PUNE: Climbing down bare-bodied into deep manholes while battling the stink and hazardous fumes emanating from it. This sums up the routine of an average manual scavenger in the country. However, this may change in
Maharashtra in the future.
Bandicoot, a robot developed by startup
Genrobotics, will start cleaning up sewer holes in Thiruvananthapuram from February 15. And Maharashtra is impressed.
State chief secretary
Sumit Mullick said, "Though we have roped in latest technology to clean manholes, we do not mind hearing more about this innovation. If everything goes right, a pilot may be tried out in Mumbai," he said.
Interestingly, the brains behind Bandicoot developed the product after watching Manual Scavengers of Mumbai, a film on the lives of manhole cleaners.
Co-founder
Arun George told TOI the film's visuals got them thinking, which eventually resulted in the robot with four limbs and a bucket system attached to a spider web-like extension to go inside the manhole. "After shoveling the garbage heap or the solid waste at the bottom of the manhole, it is collected by using the bucket system before lifting it upward," George, who formed Genrobotics along with Vimal Govind, Rashid K and
Nikhil NP, said.
The team then conducted a survey for six months in Kochi and Thiruvananthapuram sewer division and found that many manholes and sewer lines were jammed because of the waste from residential areas and hotels.
"The Bandicoot will clean up manholes without putting the human lives at risk," Arun added.
Genrobotics recently tied up with the Kerala Water Authority and the
Kerala Startup Mission to clean up sewer holes. "An MoU for transfer of technology, including use of the robots, has been completed," the team said.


### About this task:
Locate each line below that includes "Gratis" and reproduce it.

Data about app and page elements
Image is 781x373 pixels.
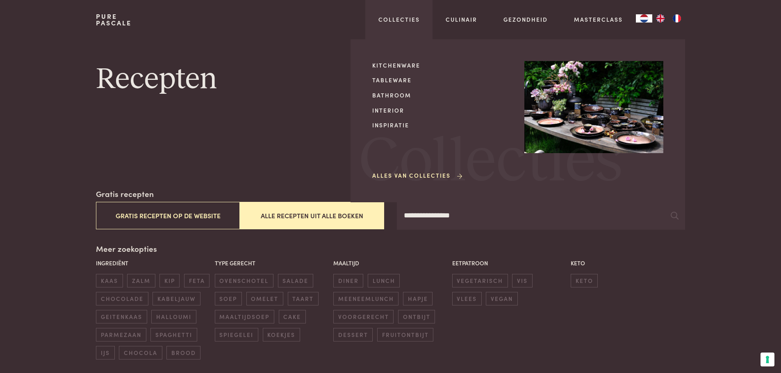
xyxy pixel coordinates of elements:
[96,188,154,200] label: Gratis recepten
[452,292,482,306] span: vlees
[166,346,200,360] span: brood
[452,274,508,288] span: vegetarisch
[288,292,318,306] span: taart
[96,328,146,342] span: parmezaan
[372,121,511,130] a: Inspiratie
[215,292,242,306] span: soep
[152,292,200,306] span: kabeljauw
[636,14,685,23] aside: Language selected: Nederlands
[96,202,240,230] button: Gratis recepten op de website
[96,259,210,268] p: Ingrediënt
[403,292,432,306] span: hapje
[372,171,464,180] a: Alles van Collecties
[215,259,329,268] p: Type gerecht
[512,274,532,288] span: vis
[368,274,400,288] span: lunch
[486,292,517,306] span: vegan
[119,346,162,360] span: chocola
[636,14,652,23] a: NL
[215,328,258,342] span: spiegelei
[372,91,511,100] a: Bathroom
[372,61,511,70] a: Kitchenware
[151,310,196,324] span: halloumi
[279,310,306,324] span: cake
[359,131,622,193] span: Collecties
[333,274,363,288] span: diner
[96,346,114,360] span: ijs
[378,15,420,24] a: Collecties
[446,15,477,24] a: Culinair
[96,274,123,288] span: kaas
[96,310,147,324] span: geitenkaas
[452,259,566,268] p: Eetpatroon
[377,328,433,342] span: fruitontbijt
[571,259,685,268] p: Keto
[215,310,274,324] span: maaltijdsoep
[96,13,132,26] a: PurePascale
[278,274,313,288] span: salade
[246,292,283,306] span: omelet
[150,328,197,342] span: spaghetti
[263,328,300,342] span: koekjes
[398,310,435,324] span: ontbijt
[333,259,448,268] p: Maaltijd
[96,61,384,98] h1: Recepten
[333,292,398,306] span: meeneemlunch
[668,14,685,23] a: FR
[159,274,180,288] span: kip
[240,202,384,230] button: Alle recepten uit alle boeken
[372,106,511,115] a: Interior
[524,61,663,154] img: Collecties
[574,15,623,24] a: Masterclass
[333,328,373,342] span: dessert
[636,14,652,23] div: Language
[372,76,511,84] a: Tableware
[652,14,685,23] ul: Language list
[184,274,209,288] span: feta
[215,274,273,288] span: ovenschotel
[333,310,393,324] span: voorgerecht
[652,14,668,23] a: EN
[503,15,548,24] a: Gezondheid
[127,274,155,288] span: zalm
[96,292,148,306] span: chocolade
[760,353,774,367] button: Uw voorkeuren voor toestemming voor trackingtechnologieën
[571,274,598,288] span: keto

### Exercise solution:
[96,188,154,200] label: Gratis recepten
[96,202,240,230] button: Gratis recepten op de website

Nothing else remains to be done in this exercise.